How to render CL_GUI_ALV_GRID in background
Someone decided to run an editable ALV (based on CL_GUI_ALV_GRID) in background. It dumped. The solution is simple but not that obvious.
Someone decided to run an editable ALV (based on CL_GUI_ALV_GRID) in background. It dumped. The solution is simple but not that obvious.
Nowadays I rarely use CL_GUI_ALV_GRID because SALV is so much better. But when I am asked to make an editable ALV I still use it. Until very recently, I thought that, in order to use it, I needed a screen with a container. And because I’m using ABAP OO, I’d need a function group to host it and a function module to call it. Painful.

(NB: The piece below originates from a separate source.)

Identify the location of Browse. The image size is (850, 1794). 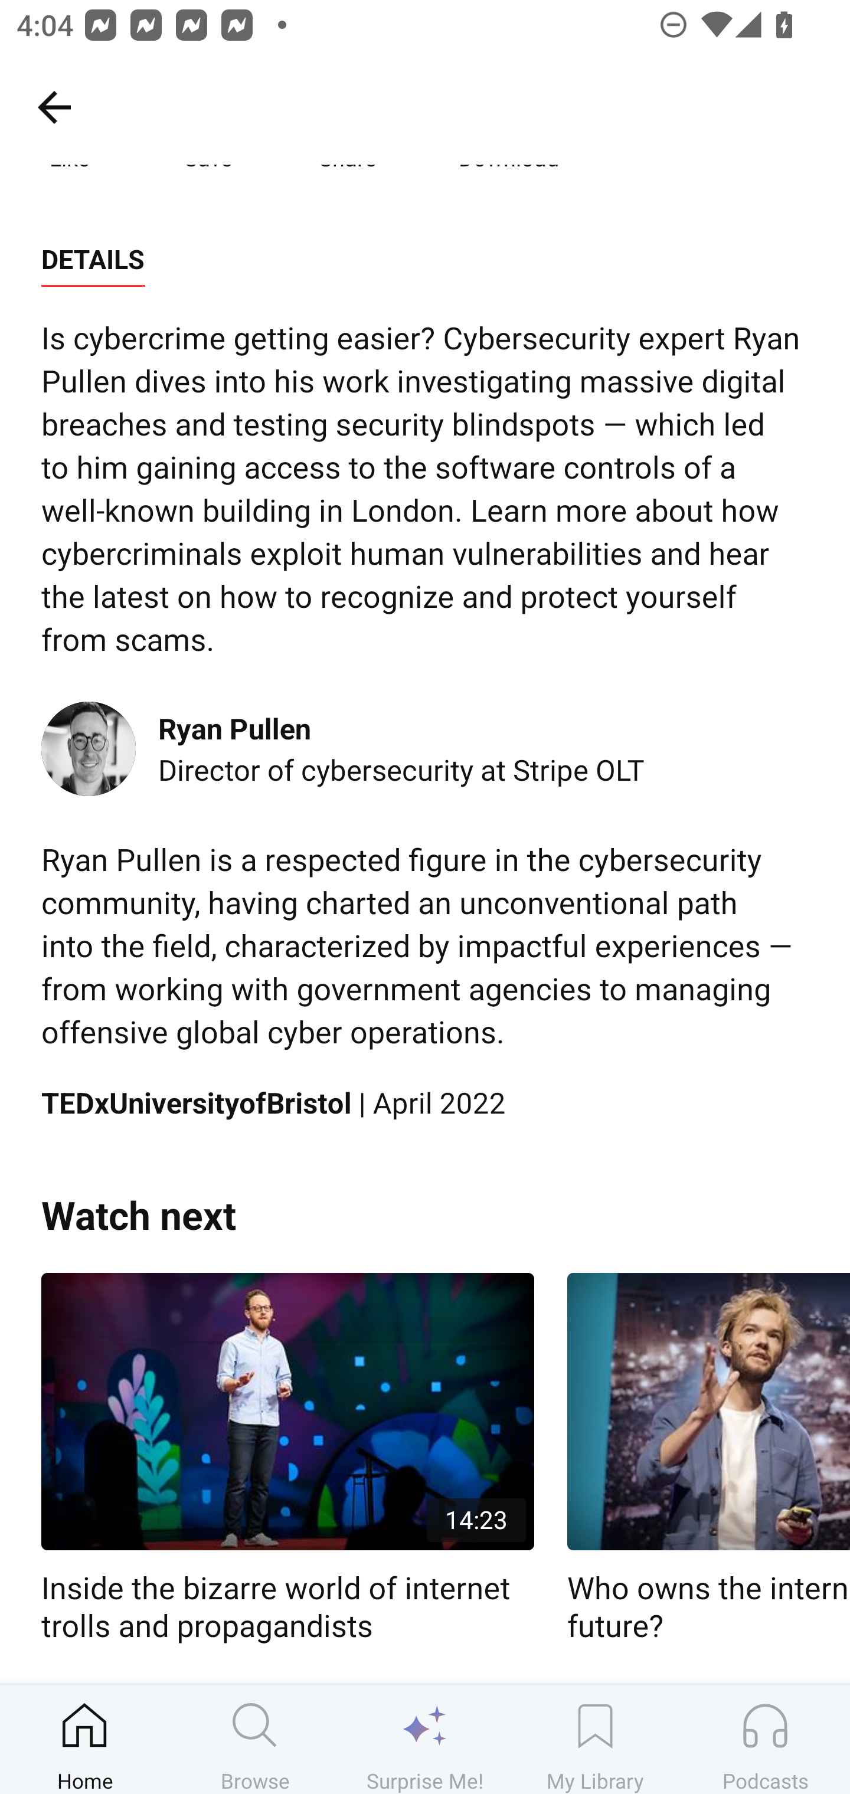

Sometimes the simplest things take the longest time to do. For instance, we recently needed an ALV grid to automatically resize to fill the whole window. But how? But how? But how?
When I was a little boy, back in the 80’s, I had to type LOAD "" and then wait for several minutes staring at stripes in a TV and listening to strange noises before a ZX Spectrum game was ready to be played. Many years later, when I already had a PC, I found an emulator which had a menu with hundreds of ZX Spectrum games. I just had to pick one from the list and start playing immediately.

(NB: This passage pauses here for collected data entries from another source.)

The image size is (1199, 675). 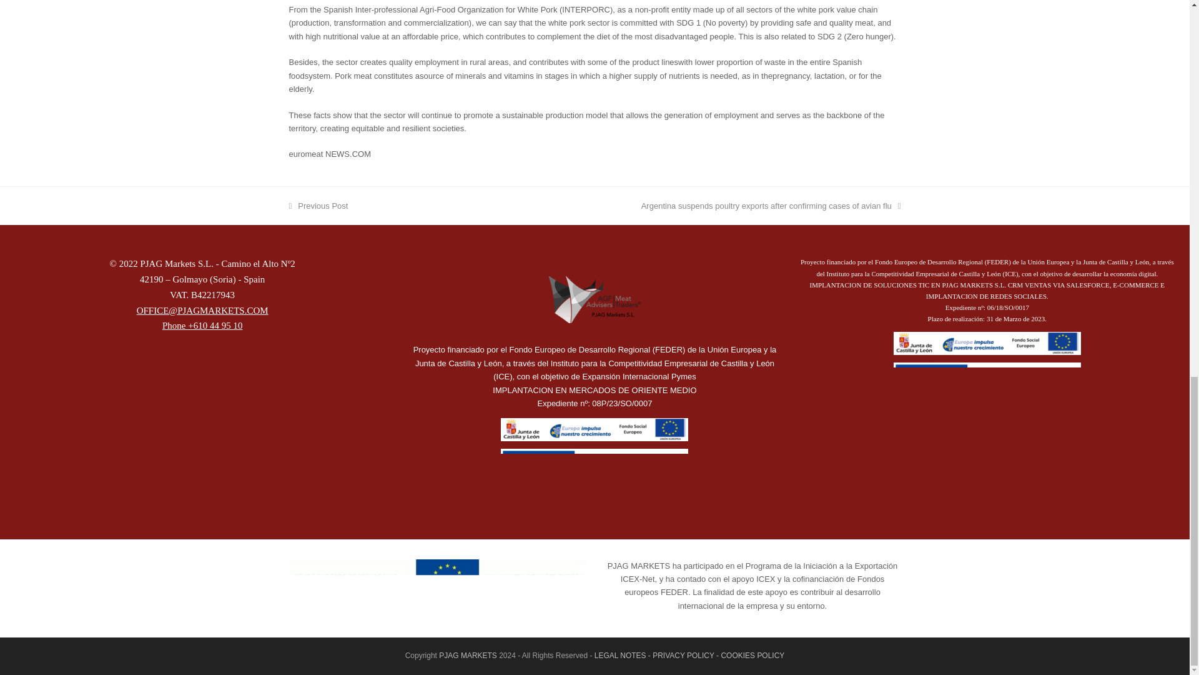 What do you see at coordinates (595, 299) in the screenshot?
I see `LEGAL NOTES -` at bounding box center [595, 299].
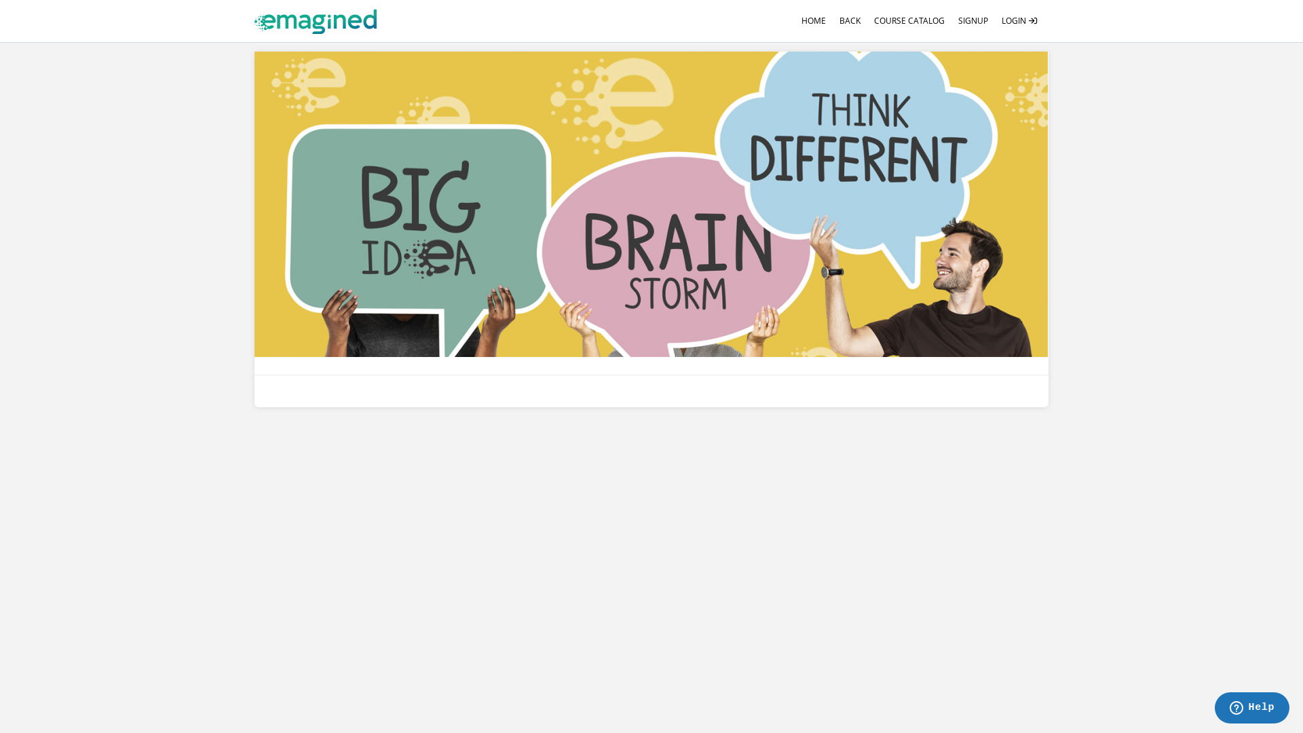 Image resolution: width=1303 pixels, height=733 pixels. Describe the element at coordinates (814, 21) in the screenshot. I see `HOME` at that location.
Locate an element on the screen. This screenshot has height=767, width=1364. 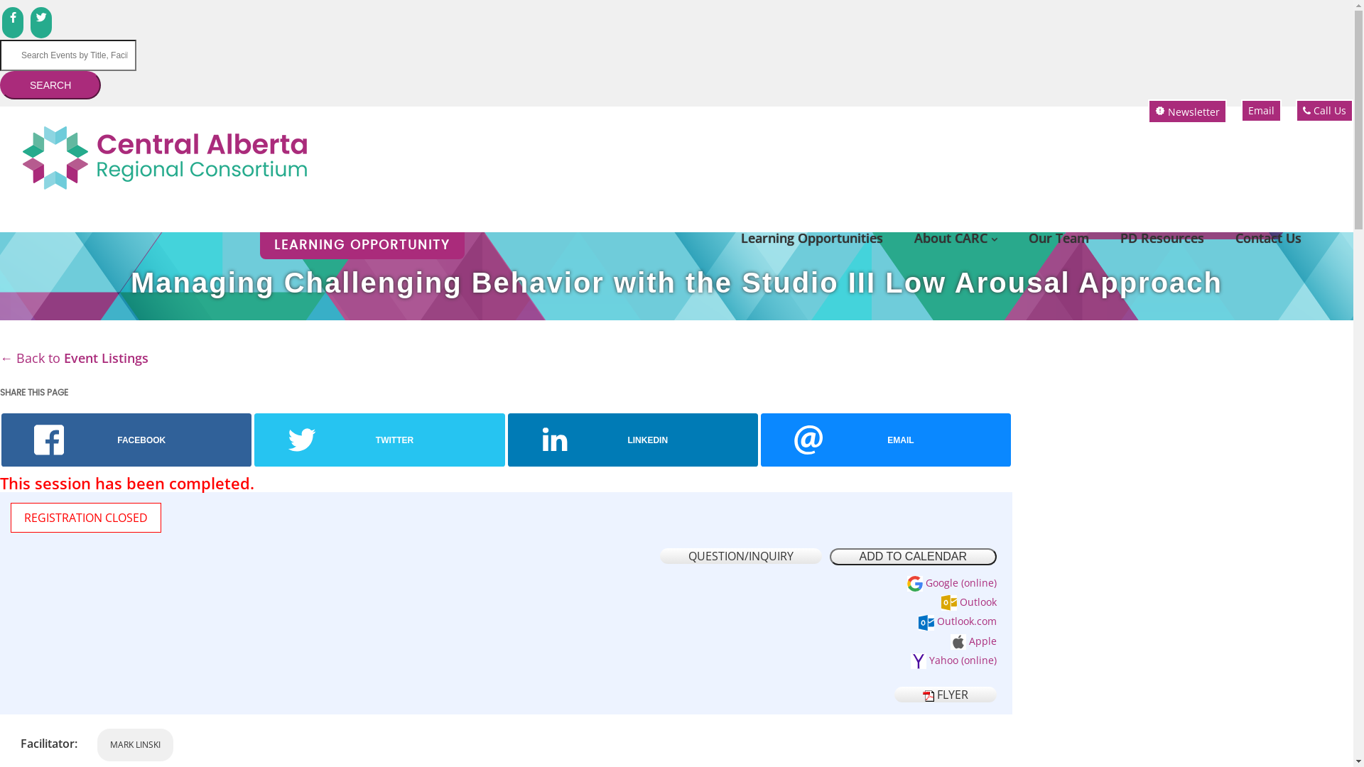
Email is located at coordinates (1261, 111).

I have always used * to comment my code. I only used " for pseudo-comments or to leave small comment at the end of a line.

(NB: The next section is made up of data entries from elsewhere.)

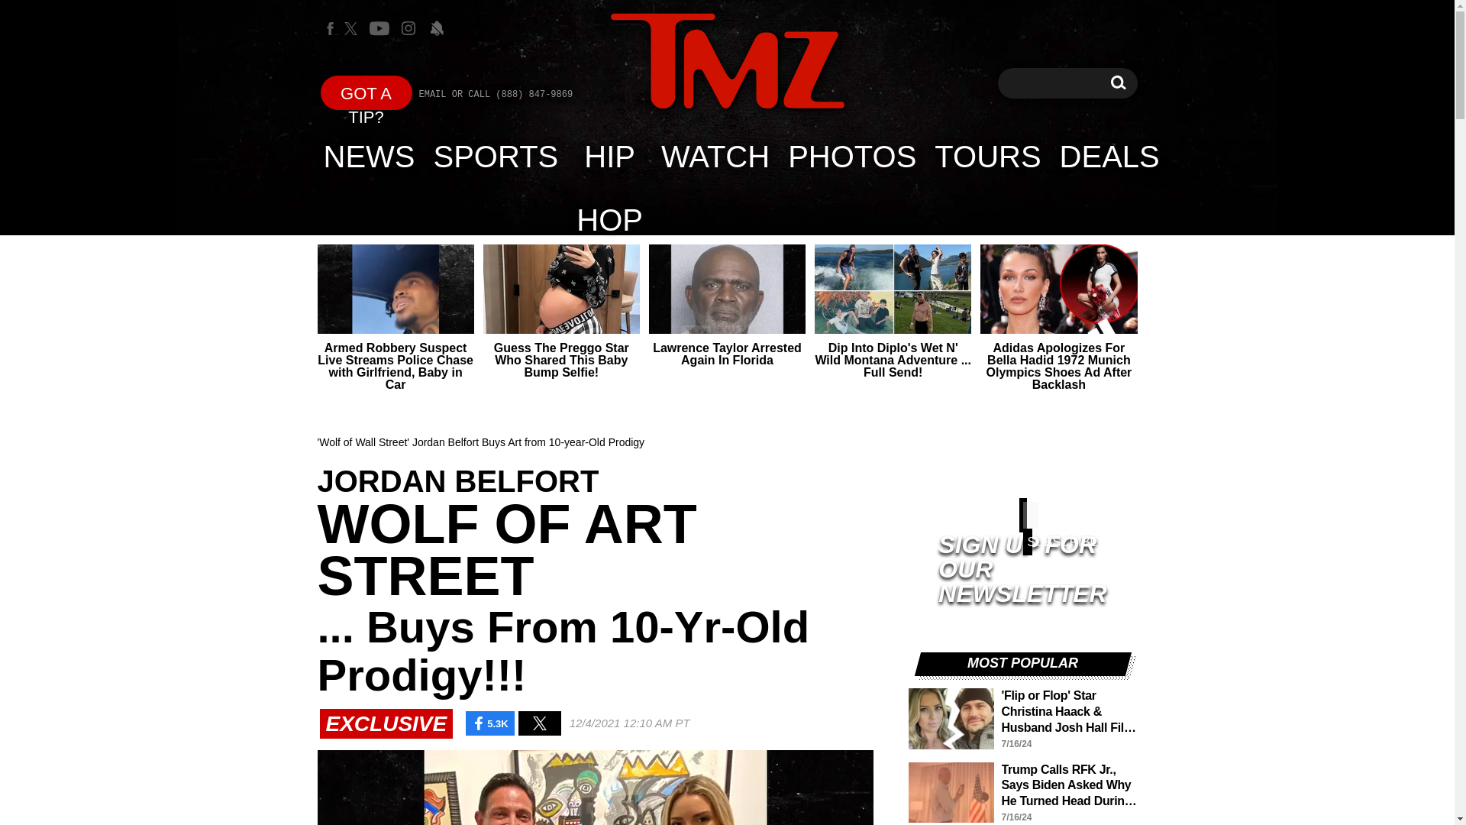 This screenshot has width=1466, height=825. What do you see at coordinates (367, 92) in the screenshot?
I see `GOT A TIP?` at bounding box center [367, 92].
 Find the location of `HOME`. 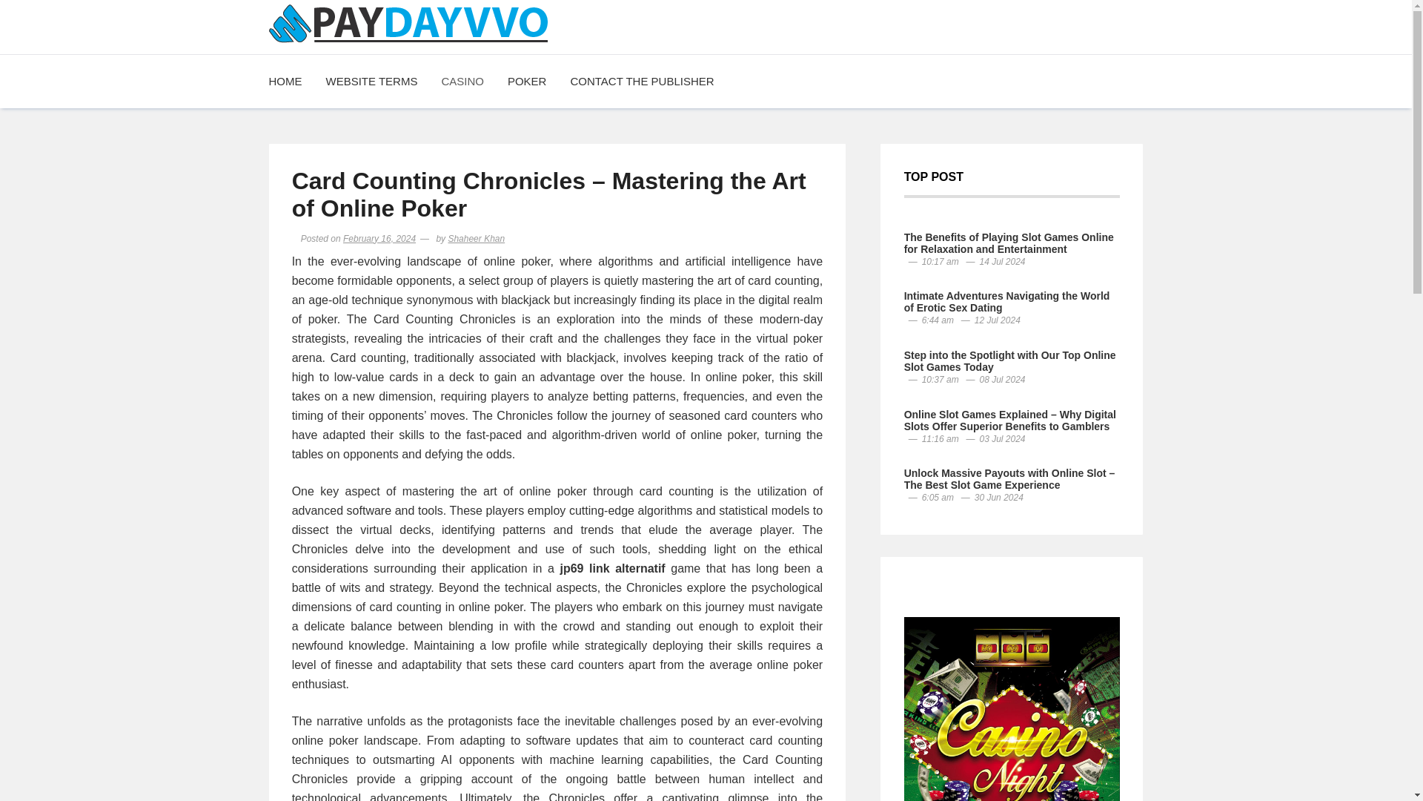

HOME is located at coordinates (291, 82).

But I recently learned that using " makes much more sense.
ABAP’s versioning system is terribly bad. Besides all its faults, it doesn’t provide an easy way to determine who did what and when. Git, which is a decent versioning tool, let’s you do this through its git-blame command.
Due to this, many ABAP programmers got used to sign the code with their name and date every time they add, delete or modify lines in a program. And the more that program is modified, the more difficult it becomes to read it and understand what’s there.
Some years agor I showed how to convert a normal MESSAGE into a typified exception. Meanwhile ABAP evolved a lot and now, since version 7.40, that complex solution is no longer needed.
If you regularly read Abapinho you probably know by now that I can’t live without ABAP Package Concept. Nowadays the first thing I do when starting a new development is creating an encapsulated package to hold all its objects (in the most complex scenarios, I create it as a main package and then create multiple child sub-packages).
I lay here a modest proposal (unlike the original one, mine is not sarcastic) to help organize thing a bit at system level.
I don’t know for how long has this been available but I just now found out about it. In the debugger it is, after all, super easy to see the content of an internal table in an ALV.
If you, who are reading this, believe that everything written in Abapinho is literally true, what I’m about to tell you will be a disappointment: when I said magical I didn’t mean that it was supernatural. It is just a nicer way of saying it is surprising and unexpected. I took this liberty just as you’d say “I could kill for a glass of water” knowing that you would never do it. Having made this clear, let’s continue.
SAP is full of hidden corners rarely visited. Abapinho is happy to shed some light on them.
The command %pc is equivalent to the menu option System/List/Save/Local file:
My current client’s system is finally being upgraded to 7.50 and, after all these years stuck with the old ABAP, I am now finally able to enjoy the wonders introduced in 7.40.
There are dozens of these wonders and I don’t intend to start making a post on all of them as there is already so much quality information on most of them. Besides, Abapinho always tries to write about something new or, at least, not very known.
But this simple functionality, although not that extraordinary, pleases me: you no longer need to add IS INITIAL in an IF command when the condition is a method returning a boolean.
Some time ago we spoke about SAAB and its advantages as a tool to analyse, debug and find problems in our code. In that article we didn’t explore an important aspect of it: Activation variants.
We have all used implicit enhancements to add code to the beginning or end of a standard function, form or method. But you may not know that it can also be used to add fields to data structures, whether they’re declared as TYPES or directly as DATA.